While some further details on the Apprenticeship Levy were announced, we still have huge concerns as to how this will operate and impact on individual businesses. We would like to see the levy as a talent generator, not a tax and the announcement of a 10% top-up for levy payers did little to ally these fears.
The sector fully supports the ambition to create more high quality apprenticeships, but not the implementation of a levy to do so. There are due to be further details published in April and with the levy start date of April 2017 fast approaching, these need to provide as much information as possible on the implementation process.

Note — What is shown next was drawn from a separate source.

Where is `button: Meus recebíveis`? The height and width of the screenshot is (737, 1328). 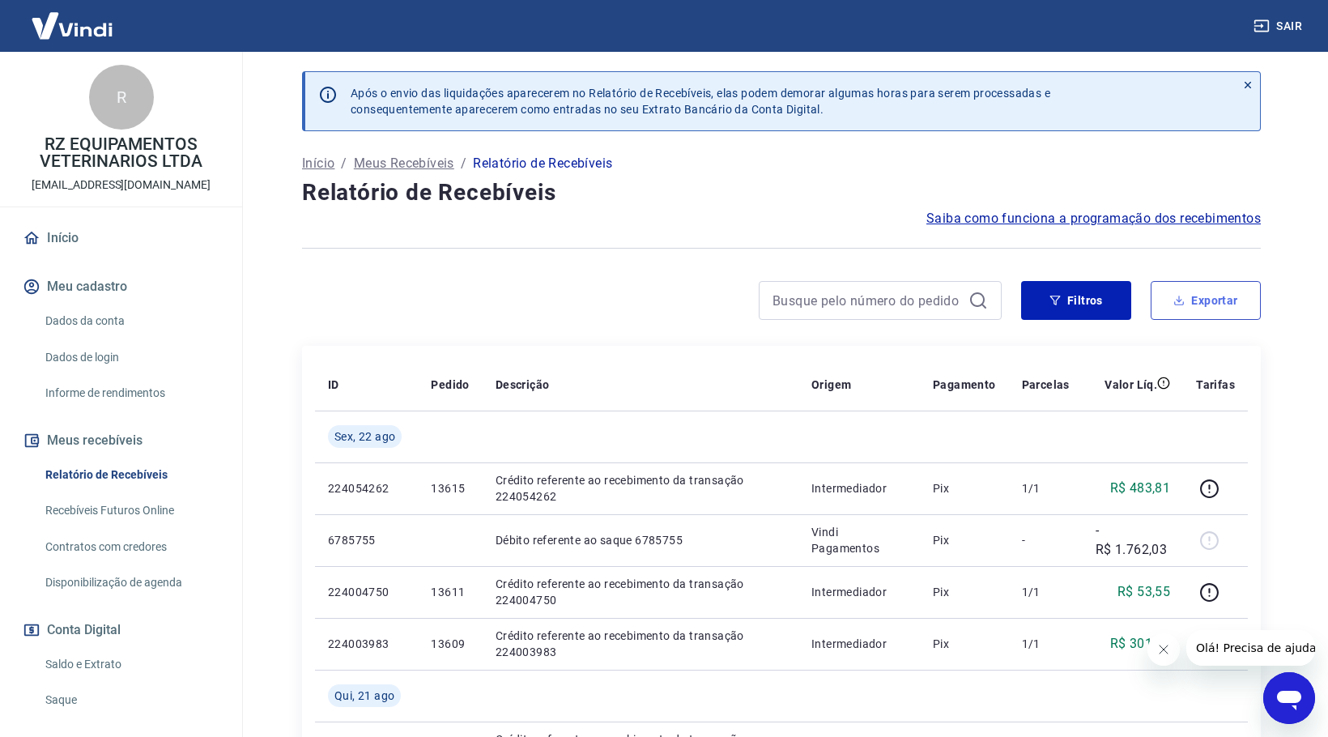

Elsewhere in the Budget, there was the positive news that we have seen the last of the Carbon Reduction Commitment energy efficiency scheme, a freeze to the carbon support rates beyond 2019/20 and the development of a broadband investment fund.
These are all positive steps, but must be carefully targeted to ensure that business benefits from the measures.
Perhaps the most important announcement was one the Chancellor saved for last. If this Budget was about providing stability, then much of what he said regarding future generations will mean nothing if the British people vote to leave the EU.
The UK would be in uncharted waters, the consequences of which could be highly damaging. Given the announcement of a weaker outlook for the economy in the immediate future, the Chancellor was right to emphasise the importance of remaining in the EU.
Although the measures that I set out last month were not fully delivered, the overwhelming feeling among manufacturers will be one of relief. If there was one occasion when they wanted to be left alone with some stability in the face of global uncertainty than this was probably it.
The icing on the cake, however, would have been setting out a broader strategy for industry which still remains a gap in the Government’s armoury and, to date, for which it has shown no great enthusiasm.